Of course there were other kinds of battlefield observation posts as well, such as the supposed use of imitation horse carcasses as hiding places, as was featured earlier. My own suspicion is that few of these colorful camouflage ploys were actually used on the battlefield. But they proved immensely valuable as amusing illustrations for exaggerated news reports, which boosted recruiting and Liberty Loans. Below for example are photographs of the two sides of a roughed-out dead horse carcass trick, mocked-up in clay by camoufleurs at Camp Taylor KY (c1918).

Phony Horse Carcass Used as Observation Post

Sunday, July 3, 2016

Camouflaged Ships as Deep-Sea Barbershops

USS Siboney (c1918) in dazzle camouflage
Arthur Capper, Nature, Art and Camouflage in The Topeka Capital (Topeka KS). October 21, 1917, p. 4B—

The new art of camouflage is not limited to land, by any means. One of our boys transported to Europe has described a fine example of this art, in the case of the American destroyers, hunters of U-boats, who came out to meet the transport fleet as it neared the French coast.

The smudge of the destroyers could be seen twenty minutes before they themselves were visible, and when their hulls finally appeared they bore the appearance of a two-stack freighter heavily loaded and low in the water. As a matter of fact the destroyer has four funnels instead of two, but the two not seen at a distance are cleverly camouflaged to give the appearance of a freighter instead of a war vessel. As the boats came nearer the boys thought they were French, owing to their gay and bizarre coloring, or decoration. Their sides were painted in zigzag lines of white and blue, while the rigging and "concealed" smoke stacks were trickily and cockily camouflaged in wavy lines or "snaky ribbons," of green, white and blue. The general effect of the American destroyers on the sea, when transacting business, as soon as they can be closely observed, is suggested by the nickname the American soldiers immediately gave them of "deep-sea barbershops." The U-boat is the "canned Hun."

…The notion that protective coloration of warships must necessarily be a dull sea-gray disappeared long ago… New principles are employed, as in the case of the spiral green, white and blue lines on the stacks of torpedo boats, the zigzag lines of blue and white on the hull, and the same scheme of wavy zigzag, or spiral painted lines and splashes of color in varicolored combinations on cannon behind the front.

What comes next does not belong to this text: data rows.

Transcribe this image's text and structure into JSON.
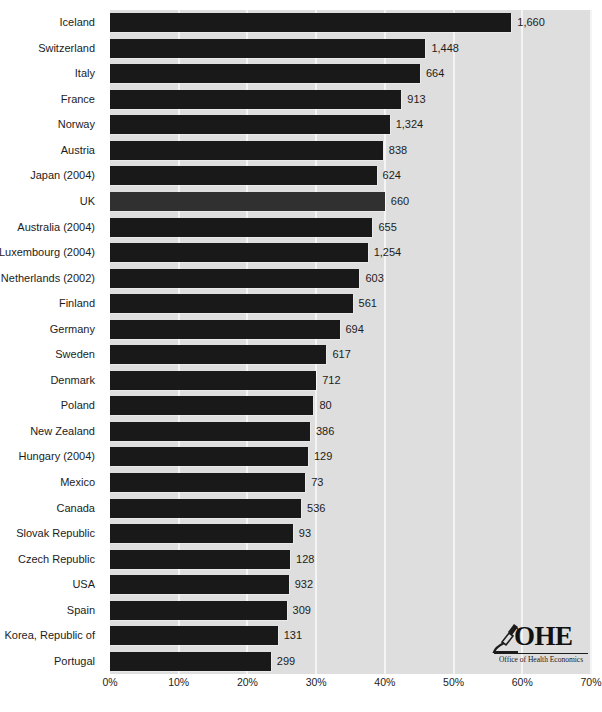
{
  "chart_data": {
    "type": "bar",
    "orientation": "horizontal",
    "title": "",
    "subtitle": "",
    "xlabel": "",
    "ylabel": "",
    "xlim": [
      0,
      70
    ],
    "xtick_labels": [
      "0%",
      "10%",
      "20%",
      "30%",
      "40%",
      "50%",
      "60%",
      "70%"
    ],
    "xtick_values": [
      0,
      10,
      20,
      30,
      40,
      50,
      60,
      70
    ],
    "grid": true,
    "legend": null,
    "value_label_suffix": "",
    "highlight_category": "UK",
    "categories": [
      "Iceland",
      "Switzerland",
      "Italy",
      "France",
      "Norway",
      "Austria",
      "Japan (2004)",
      "UK",
      "Australia (2004)",
      "Luxembourg (2004)",
      "Netherlands (2002)",
      "Finland",
      "Germany",
      "Sweden",
      "Denmark",
      "Poland",
      "New Zealand",
      "Hungary (2004)",
      "Mexico",
      "Canada",
      "Slovak Republic",
      "Czech Republic",
      "USA",
      "Spain",
      "Korea, Republic of",
      "Portugal"
    ],
    "values": [
      58.4,
      45.9,
      45.1,
      42.4,
      40.7,
      39.7,
      38.8,
      40.0,
      38.2,
      37.5,
      36.3,
      35.3,
      33.4,
      31.5,
      30.0,
      29.6,
      29.1,
      28.8,
      28.4,
      27.8,
      26.6,
      26.2,
      26.0,
      25.7,
      24.4,
      23.4
    ],
    "point_labels": [
      "1,660",
      "1,448",
      "664",
      "913",
      "1,324",
      "838",
      "624",
      "660",
      "655",
      "1,254",
      "603",
      "561",
      "694",
      "617",
      "712",
      "80",
      "386",
      "129",
      "73",
      "536",
      "93",
      "128",
      "932",
      "309",
      "131",
      "299"
    ]
  },
  "logo": {
    "name": "OHE",
    "subtitle": "Office of Health Economics"
  },
  "colors": {
    "bar": "#191919",
    "bar_highlight": "#303030",
    "plot_background": "#dedede",
    "gridline": "#f4f4f4",
    "text": "#1c1c1c"
  }
}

Yet the truth is that the new camouflage follows the principles first adopted by the artists of the Barbizon school and soon carried to extremes by radical painters, the principles that later, about thirty-five years ago, developed into the new landscape method of impressionism. Camouflage and impressionism are twin sisters. Nature is in fact colored not on simple, dull principles, but its coloration is greatly mixed, weirdly so, and with no regard to conventional ideas of consistency or harmony. Once in a while, as in this exceptionally brilliant month in Kansas, the true principle of mixed coloration appears to the plain, common eye in viewing the stunning prairie landscape. But to the now initiated artist these colors are present, even when hidden.

Arthur Capper, campaign card for Kansas governor's race

Saturday, July 2, 2016

Inept Trompe l'Oeil Camouflage in WWI

Camp Sherman, Chillicothe OH, building camouflage (1919)

Distant view of same building (1919)
Surely, some of the least persuasive camouflage of World War I was illusionistic building camouflage, devised by Allied infantry camoufleurs. Sometimes it was designed by artists who were assumed to be experts because, as civilians, they had worked or studied as artists. Too often, apparently, they may not have been sufficiently skilled as painters, nor did they genuinely understand the conditions that contribute to effective camouflage. There is ample indication of that in wartime vintage photographs of the use of quaint pictorial scenes (inept trompe l'oeil realism) on the sides of buildings, which can't have fooled anyone. Show here (above and below) are various examples of that from government photographs from WWI.

As was featured in an earlier post, it was common to use perspective illusions in setting up phony pictorial scenes.

•••

Henry Berry [American artist, writer and WWI camoufleur], Make the Kaiser Dance. NY: Doubleday, 1978, p. 206—

None of us, including the captain, knew a goddamn thing about camouflage, but it got us out of all the drilling and what have you.

309th Engineers, Camp Taylor KY (1918)

European building camouflage (c1918)

Ambulances painted on building, Camp Taylor KY (1918)
Camouflaged Naval Air Station in FL (c1919)

Friday, July 1, 2016

Protective Coloration for White Horses

Protective coloration
Above (apologies for posting this drawing again, but it is so good it deserves to be repeated) World War I-era cartoon by George Morrow, published in Punch magazine, April 7, 1915, p. 280. The caption reads: REMARKABLE CASE OF PROTECTIVE COLORING. Owing, it is believed, to the fears of a German invasion, a zebra at the zoo assumes a neutral aspect.•

• Protectively colored in "stars and stripes" from a British point of view, presumably because the US was still neutral in the war.

•••

In earlier posts, we have talked about the practice during World War I (apparently not uncommon) of reducing the conspicuousness of white horses by painting them with darkened pigments. We've found yet another reference to that in the memoirs of the granddaughter of President U.S. Grant: Princess Cantacuzeine, Countess Spéransky, née Grant, Revolutionary Days: Recollections of Romanoffs and Bolsheviki 1914-1917. Small, Maynard and Company 1919, p. 23. In this passage, she recalls the resulting commotion when newly-painted horses (formerly white) were loaded onto railroad cars—

A most curious sight was the horses belonging to the regimental band. It was a tradition that though the other soldiers were all mounted on bay horses, the band should ride pure white steeds. With the news ideas of warfare, these animals became a danger to their unit, and they had been dyed for safety with olive-brown. This was their first appearance in their disguise; and their comrades of the four squadrons did not recognize them. There was a dreadful fuss, and such desire to avoid the poor, painted creatures that the latter felt insulted; and regarding themselves as victims of a ridiculous mistake, they lost no opportunity of protesting. Their humiliation turned them timid and fractious, and it took time and persuasion to get them into their cars. Everyone rushed to help; and officers as well as soldiers were amused at the result of this first essay at "camouflage," which came as a diversion to our strained feelings.